Business used to be go karting. Now it's Formula 1.
Akshay Kothari · Co-founder & COO, Notion
Akshay Kothari has spent most of his time at Notion trying to put himself out of a job. His move, repeated for years, is to run at whatever the company’s biggest unsolved problem is, build the system around it, hire someone great to own it, and then remove himself. In 2023 the approach left him, a co-founder of a multibillion-dollar company, with zero direct reports and a calendar wide open to think.
That instinct fits the company he helps run. Notion built itself like an art project: profitable, still largely owned by its founders and employees, raising money only when there was a real reason to, and kept deliberately small, around 1,200 people running a business at public scale. For years its core was a system of record, a modern editor and database that people genuinely loved and built their work inside. Then AI changed what people expect software to do, and Notion decided to reinvent the product rather than wait to be replaced.
In this conversation, Akshay walks through how Notion pulled that off: the stretch he calls the swamp of despair, when its AI agent failed four times before it worked; why the company stopped trying to make the model fit its product and started fitting the product to the model; and how it dissolved the line between its AI team and everyone else until there was nobody left who wasn’t building with AI. The bet landed. AI moved from a defensive play to a real driver of growth, and Notion’s growth rate has climbed for over a year, with the most recent quarter running about 50% above where it was a year earlier. As Akshay frames it, the business went from go-karting to Formula 1, and now the company has to rewire how it drives.
Akshay Kothari is the co-founder and chief operating officer of Notion, the productivity software company valued at around $11 billion, where he has built and scaled functions from support and sales to marketing and finance, alongside co-founders Ivan Zhao (CEO) and Simon Last. Before Notion, Kothari co-founded Pulse, a news-reading app that began as a Stanford design school class project in 2010, won an Apple Design Award, reached more than 30 million users, and was acquired by LinkedIn for $90 million in 2013. He then spent roughly six years at LinkedIn as Vice President of Product and Head of LinkedIn India. Kothari holds a Bachelor's degree in Electrical Engineering from Purdue University and a Master's in Electrical Engineering from Stanford University.
The most quotable moments from Akshay Kothari
The terminal value of these old businesses — you should just assume they may go to zero. You have to disrupt yourself to where the business is going. Do it to yourself before someone else does it to you.
Just because something didn't work a year ago doesn't mean you shouldn't try again. You could try the same exact thing, but the capability is now ready for it to work.
You have to stop trying to fit the LLM with what you have, and fit what you have to the LLM. If you can do that, you'll feel like you're going with the tailwind instead of the headwinds.
It's underrated to have a founder who is an individual contributor, because my only optimization function is Notion winning. I don't care about the bureaucracy or politics — I'll run after the problem and then hand it to the right person.
If truly anybody can build anything, then the alpha is going to be around picking the right thing to build and doing it with taste. We might be back to what was already true before.
The best companies aren't using AI to do the same work with fewer people — they're raising their ambitions. It's less about efficiency and more about each person being way more productive.
I don't want to live in a world where there are single-person billion-dollar companies. If the business is going so well, it's a lot of fun to build it with other people. Think abundance.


• [AIM OF THE EXERCISE] Copy the following listing word for word.

• [DATA SHOWN]
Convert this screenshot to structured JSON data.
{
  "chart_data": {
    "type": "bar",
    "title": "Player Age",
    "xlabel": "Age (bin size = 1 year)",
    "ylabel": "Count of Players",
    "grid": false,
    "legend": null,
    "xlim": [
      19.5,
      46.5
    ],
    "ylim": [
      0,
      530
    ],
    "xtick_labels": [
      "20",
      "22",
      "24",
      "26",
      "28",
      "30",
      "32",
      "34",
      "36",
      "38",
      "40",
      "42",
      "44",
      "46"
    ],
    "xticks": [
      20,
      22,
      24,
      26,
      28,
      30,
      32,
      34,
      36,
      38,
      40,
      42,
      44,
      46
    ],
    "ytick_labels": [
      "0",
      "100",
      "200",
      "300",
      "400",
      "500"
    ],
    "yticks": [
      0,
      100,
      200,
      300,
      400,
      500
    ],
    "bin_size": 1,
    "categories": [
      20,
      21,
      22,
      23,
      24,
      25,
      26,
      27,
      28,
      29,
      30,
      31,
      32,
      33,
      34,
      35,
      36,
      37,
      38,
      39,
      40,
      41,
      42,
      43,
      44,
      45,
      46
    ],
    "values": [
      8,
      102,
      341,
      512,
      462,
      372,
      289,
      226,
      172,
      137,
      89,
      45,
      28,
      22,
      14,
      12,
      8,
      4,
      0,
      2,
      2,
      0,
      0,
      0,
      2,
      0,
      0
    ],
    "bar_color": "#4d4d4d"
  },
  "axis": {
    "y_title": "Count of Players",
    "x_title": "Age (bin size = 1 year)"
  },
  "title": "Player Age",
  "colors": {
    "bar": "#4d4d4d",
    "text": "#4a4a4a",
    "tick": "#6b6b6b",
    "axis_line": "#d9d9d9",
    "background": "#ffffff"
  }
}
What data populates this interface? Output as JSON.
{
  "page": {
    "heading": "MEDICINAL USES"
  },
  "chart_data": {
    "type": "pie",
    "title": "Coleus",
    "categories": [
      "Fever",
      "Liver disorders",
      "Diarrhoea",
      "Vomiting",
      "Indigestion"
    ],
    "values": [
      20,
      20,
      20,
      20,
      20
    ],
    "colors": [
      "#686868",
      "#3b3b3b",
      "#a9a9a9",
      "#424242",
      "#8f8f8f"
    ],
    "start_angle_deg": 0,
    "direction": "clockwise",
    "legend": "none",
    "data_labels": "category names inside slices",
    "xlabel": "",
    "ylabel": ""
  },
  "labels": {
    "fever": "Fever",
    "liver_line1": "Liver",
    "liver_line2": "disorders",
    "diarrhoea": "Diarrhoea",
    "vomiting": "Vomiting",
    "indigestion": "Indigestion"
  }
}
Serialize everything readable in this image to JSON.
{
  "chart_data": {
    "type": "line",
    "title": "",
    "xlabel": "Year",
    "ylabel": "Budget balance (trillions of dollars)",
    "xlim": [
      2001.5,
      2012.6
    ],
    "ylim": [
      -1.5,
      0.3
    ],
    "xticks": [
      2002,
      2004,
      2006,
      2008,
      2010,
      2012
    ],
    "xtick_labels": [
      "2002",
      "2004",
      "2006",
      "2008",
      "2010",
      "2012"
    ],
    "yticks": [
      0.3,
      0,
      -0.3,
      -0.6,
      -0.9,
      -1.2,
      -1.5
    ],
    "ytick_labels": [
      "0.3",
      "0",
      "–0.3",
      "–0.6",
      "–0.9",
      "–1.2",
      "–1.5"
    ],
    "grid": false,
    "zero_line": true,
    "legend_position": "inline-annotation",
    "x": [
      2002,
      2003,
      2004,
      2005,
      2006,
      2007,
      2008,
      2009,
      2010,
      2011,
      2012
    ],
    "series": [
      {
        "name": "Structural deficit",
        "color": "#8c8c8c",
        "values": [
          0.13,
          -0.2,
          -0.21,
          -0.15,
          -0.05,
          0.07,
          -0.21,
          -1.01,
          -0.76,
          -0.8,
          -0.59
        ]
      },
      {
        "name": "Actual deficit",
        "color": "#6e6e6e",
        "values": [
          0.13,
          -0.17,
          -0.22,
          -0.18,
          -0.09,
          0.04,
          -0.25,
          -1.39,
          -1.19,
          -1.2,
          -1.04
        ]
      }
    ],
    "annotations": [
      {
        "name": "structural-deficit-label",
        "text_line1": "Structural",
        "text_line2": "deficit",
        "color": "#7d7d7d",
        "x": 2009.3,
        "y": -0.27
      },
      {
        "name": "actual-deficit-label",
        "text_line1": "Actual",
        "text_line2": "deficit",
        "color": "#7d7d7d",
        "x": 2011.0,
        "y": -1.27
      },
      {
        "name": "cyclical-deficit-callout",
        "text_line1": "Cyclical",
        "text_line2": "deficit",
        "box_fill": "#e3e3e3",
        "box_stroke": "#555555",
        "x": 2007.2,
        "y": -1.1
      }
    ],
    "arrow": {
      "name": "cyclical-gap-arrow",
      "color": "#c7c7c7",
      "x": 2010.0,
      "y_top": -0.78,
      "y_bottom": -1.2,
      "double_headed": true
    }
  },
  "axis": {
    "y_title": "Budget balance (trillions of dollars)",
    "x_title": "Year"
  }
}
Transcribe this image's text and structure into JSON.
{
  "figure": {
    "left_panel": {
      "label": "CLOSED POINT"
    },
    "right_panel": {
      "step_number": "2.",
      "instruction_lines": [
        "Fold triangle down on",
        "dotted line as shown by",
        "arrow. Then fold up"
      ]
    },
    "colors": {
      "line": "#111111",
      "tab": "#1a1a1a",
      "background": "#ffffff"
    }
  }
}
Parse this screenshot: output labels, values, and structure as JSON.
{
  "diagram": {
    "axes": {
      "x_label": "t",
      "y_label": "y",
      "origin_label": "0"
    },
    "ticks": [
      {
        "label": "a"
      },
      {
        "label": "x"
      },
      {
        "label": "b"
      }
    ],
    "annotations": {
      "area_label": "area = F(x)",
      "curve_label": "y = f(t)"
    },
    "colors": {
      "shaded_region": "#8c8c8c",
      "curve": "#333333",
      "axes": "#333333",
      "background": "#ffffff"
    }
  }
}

• [WRITTEN ANSWER]
Convert this screenshot to structured JSON data.
{
  "chart_data": {
    "type": "bar",
    "title": "Player Age",
    "xlabel": "Age (bin size = 1 year)",
    "ylabel": "Count of Players",
    "grid": false,
    "legend": null,
    "xlim": [
      19.5,
      46.5
    ],
    "ylim": [
      0,
      530
    ],
    "xtick_labels": [
      "20",
      "22",
      "24",
      "26",
      "28",
      "30",
      "32",
      "34",
      "36",
      "38",
      "40",
      "42",
      "44",
      "46"
    ],
    "xticks": [
      20,
      22,
      24,
      26,
      28,
      30,
      32,
      34,
      36,
      38,
      40,
      42,
      44,
      46
    ],
    "ytick_labels": [
      "0",
      "100",
      "200",
      "300",
      "400",
      "500"
    ],
    "yticks": [
      0,
      100,
      200,
      300,
      400,
      500
    ],
    "bin_size": 1,
    "categories": [
      20,
      21,
      22,
      23,
      24,
      25,
      26,
      27,
      28,
      29,
      30,
      31,
      32,
      33,
      34,
      35,
      36,
      37,
      38,
      39,
      40,
      41,
      42,
      43,
      44,
      45,
      46
    ],
    "values": [
      8,
      102,
      341,
      512,
      462,
      372,
      289,
      226,
      172,
      137,
      89,
      45,
      28,
      22,
      14,
      12,
      8,
      4,
      0,
      2,
      2,
      0,
      0,
      0,
      2,
      0,
      0
    ],
    "bar_color": "#4d4d4d"
  },
  "axis": {
    "y_title": "Count of Players",
    "x_title": "Age (bin size = 1 year)"
  },
  "title": "Player Age",
  "colors": {
    "bar": "#4d4d4d",
    "text": "#4a4a4a",
    "tick": "#6b6b6b",
    "axis_line": "#d9d9d9",
    "background": "#ffffff"
  }
}
What data populates this interface? Output as JSON.
{
  "page": {
    "heading": "MEDICINAL USES"
  },
  "chart_data": {
    "type": "pie",
    "title": "Coleus",
    "categories": [
      "Fever",
      "Liver disorders",
      "Diarrhoea",
      "Vomiting",
      "Indigestion"
    ],
    "values": [
      20,
      20,
      20,
      20,
      20
    ],
    "colors": [
      "#686868",
      "#3b3b3b",
      "#a9a9a9",
      "#424242",
      "#8f8f8f"
    ],
    "start_angle_deg": 0,
    "direction": "clockwise",
    "legend": "none",
    "data_labels": "category names inside slices",
    "xlabel": "",
    "ylabel": ""
  },
  "labels": {
    "fever": "Fever",
    "liver_line1": "Liver",
    "liver_line2": "disorders",
    "diarrhoea": "Diarrhoea",
    "vomiting": "Vomiting",
    "indigestion": "Indigestion"
  }
}
Serialize everything readable in this image to JSON.
{
  "chart_data": {
    "type": "line",
    "title": "",
    "xlabel": "Year",
    "ylabel": "Budget balance (trillions of dollars)",
    "xlim": [
      2001.5,
      2012.6
    ],
    "ylim": [
      -1.5,
      0.3
    ],
    "xticks": [
      2002,
      2004,
      2006,
      2008,
      2010,
      2012
    ],
    "xtick_labels": [
      "2002",
      "2004",
      "2006",
      "2008",
      "2010",
      "2012"
    ],
    "yticks": [
      0.3,
      0,
      -0.3,
      -0.6,
      -0.9,
      -1.2,
      -1.5
    ],
    "ytick_labels": [
      "0.3",
      "0",
      "–0.3",
      "–0.6",
      "–0.9",
      "–1.2",
      "–1.5"
    ],
    "grid": false,
    "zero_line": true,
    "legend_position": "inline-annotation",
    "x": [
      2002,
      2003,
      2004,
      2005,
      2006,
      2007,
      2008,
      2009,
      2010,
      2011,
      2012
    ],
    "series": [
      {
        "name": "Structural deficit",
        "color": "#8c8c8c",
        "values": [
          0.13,
          -0.2,
          -0.21,
          -0.15,
          -0.05,
          0.07,
          -0.21,
          -1.01,
          -0.76,
          -0.8,
          -0.59
        ]
      },
      {
        "name": "Actual deficit",
        "color": "#6e6e6e",
        "values": [
          0.13,
          -0.17,
          -0.22,
          -0.18,
          -0.09,
          0.04,
          -0.25,
          -1.39,
          -1.19,
          -1.2,
          -1.04
        ]
      }
    ],
    "annotations": [
      {
        "name": "structural-deficit-label",
        "text_line1": "Structural",
        "text_line2": "deficit",
        "color": "#7d7d7d",
        "x": 2009.3,
        "y": -0.27
      },
      {
        "name": "actual-deficit-label",
        "text_line1": "Actual",
        "text_line2": "deficit",
        "color": "#7d7d7d",
        "x": 2011.0,
        "y": -1.27
      },
      {
        "name": "cyclical-deficit-callout",
        "text_line1": "Cyclical",
        "text_line2": "deficit",
        "box_fill": "#e3e3e3",
        "box_stroke": "#555555",
        "x": 2007.2,
        "y": -1.1
      }
    ],
    "arrow": {
      "name": "cyclical-gap-arrow",
      "color": "#c7c7c7",
      "x": 2010.0,
      "y_top": -0.78,
      "y_bottom": -1.2,
      "double_headed": true
    }
  },
  "axis": {
    "y_title": "Budget balance (trillions of dollars)",
    "x_title": "Year"
  }
}
Transcribe this image's text and structure into JSON.
{
  "figure": {
    "left_panel": {
      "label": "CLOSED POINT"
    },
    "right_panel": {
      "step_number": "2.",
      "instruction_lines": [
        "Fold triangle down on",
        "dotted line as shown by",
        "arrow. Then fold up"
      ]
    },
    "colors": {
      "line": "#111111",
      "tab": "#1a1a1a",
      "background": "#ffffff"
    }
  }
}
Parse this screenshot: output labels, values, and structure as JSON.
{
  "diagram": {
    "axes": {
      "x_label": "t",
      "y_label": "y",
      "origin_label": "0"
    },
    "ticks": [
      {
        "label": "a"
      },
      {
        "label": "x"
      },
      {
        "label": "b"
      }
    ],
    "annotations": {
      "area_label": "area = F(x)",
      "curve_label": "y = f(t)"
    },
    "colors": {
      "shaded_region": "#8c8c8c",
      "curve": "#333333",
      "axes": "#333333",
      "background": "#ffffff"
    }
  }
}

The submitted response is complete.